Your browser lets you control what happens with the cookies offered by the sites you visit. You can issue a blanket refusal of all cookies, you can accept all cookies, and you can decide which cookies to accept based on who is offering them. Here’s how:

  • Internet Explorer: Tools > Internet Options > “Privacy” tab > “Advanced” button: Select “Override automatic cookie handling” and choose among the options, then hit “OK,” and next “Apply.”

I recommend accepting first-party cookies – offered by the sites you visit – and blocking third-party cookies – offered by the content embedded in those sites, like ad networks. Or ask to be prompted about third-party cookies just to see how many there are on the sites you visit. If you want to block or allow specific sites, select the “Sites” button to do so. If you selected “Prompt” in cookie handling, your choices will populate the “Sites” list.

  • Firefox: Tools > Options > “Privacy” tab: In the “cookies” box, choose among the options, then hit “OK.”

I recommend checking “Accept cookies from sites” and leaving unchecked “Accept third party cookies.” Click the “Exceptions” button to give site-by-site instructions.

Because you can control cookies, a government regulation restricting cookies is needless nannying. It may marginally protect you from government tracking – they have plenty of other methods, both legitimate and illegitimate – but it won’t protect you from tracking by others, including entities who may share data with the government.
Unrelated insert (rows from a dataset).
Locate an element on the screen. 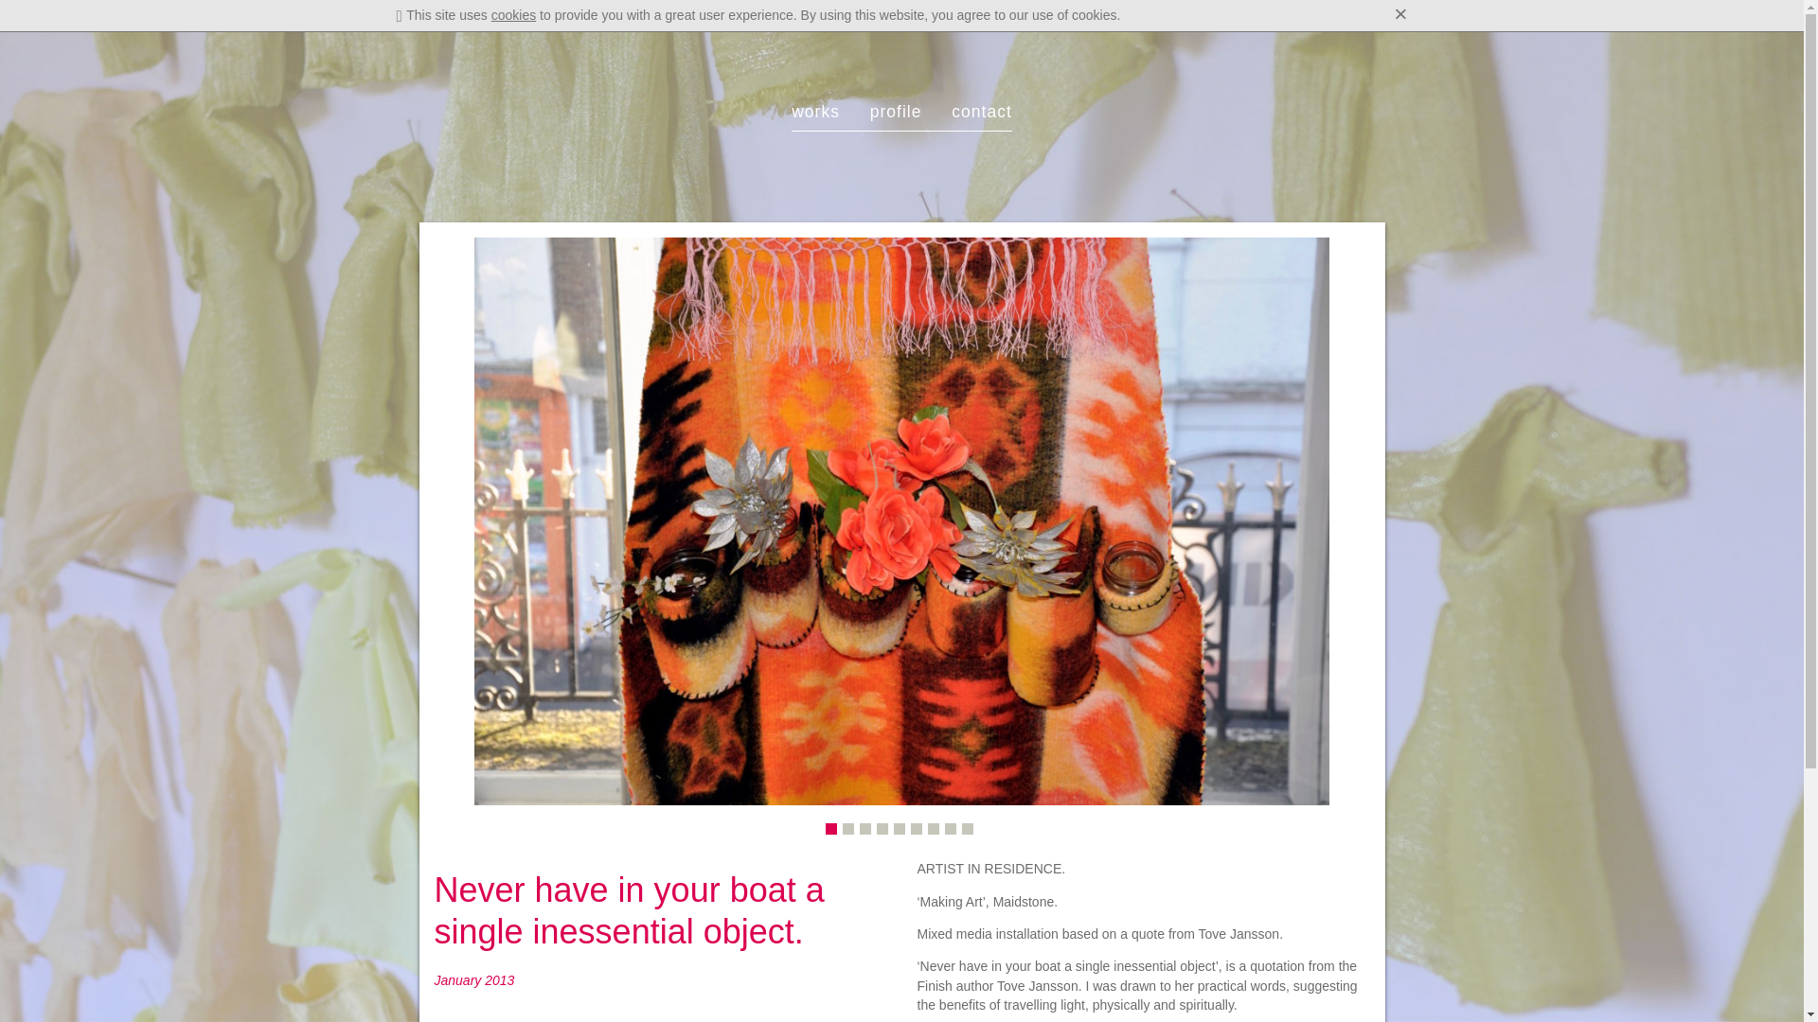 The width and height of the screenshot is (1818, 1022). contact is located at coordinates (981, 112).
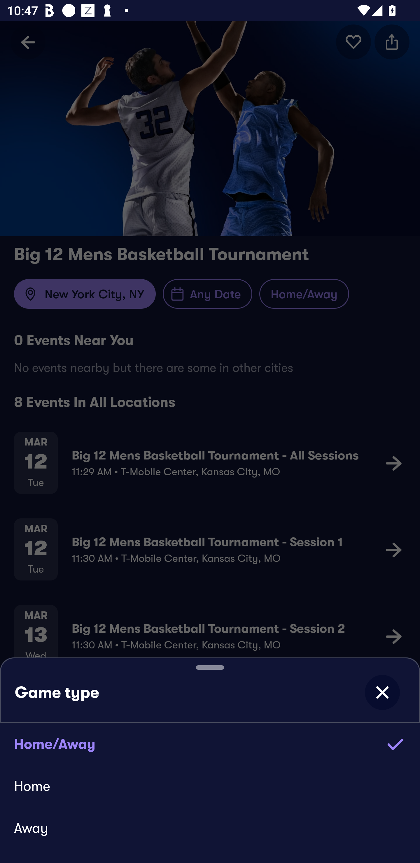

The answer to the cookie problem is personal responsibility. Did you skip over the instructions above? The nation’s cookie problem is your fault.

If society lacks awareness of cookies, Microsoft (Internet Explorer), the Mozilla Foundation (Firefox), and producers of other browsers (Apple/Safari, Google/Chrome) might consider building cookie education into new browser downloads and updates. Perhaps they should set privacy-protective defaults. That’s all up to the community of Internet users, publishers, and programmers to decide, using their influence in the marketplace.

Artificially restricting cookies on federal Web sites needlessly hamstrings federal Web sites. When the policy was instituted it threatened to set a precedent for broader regulation of cookie use on the Web. Hopefully, the debate about whether to regulate cookies is over, but further ‘Net nannying is a constant offering of the federal government (and other elitists).

By moving away from the stultifying limitation on federal cookies, the federal government acknowledges that American grown-ups can and should look out for their own privacy.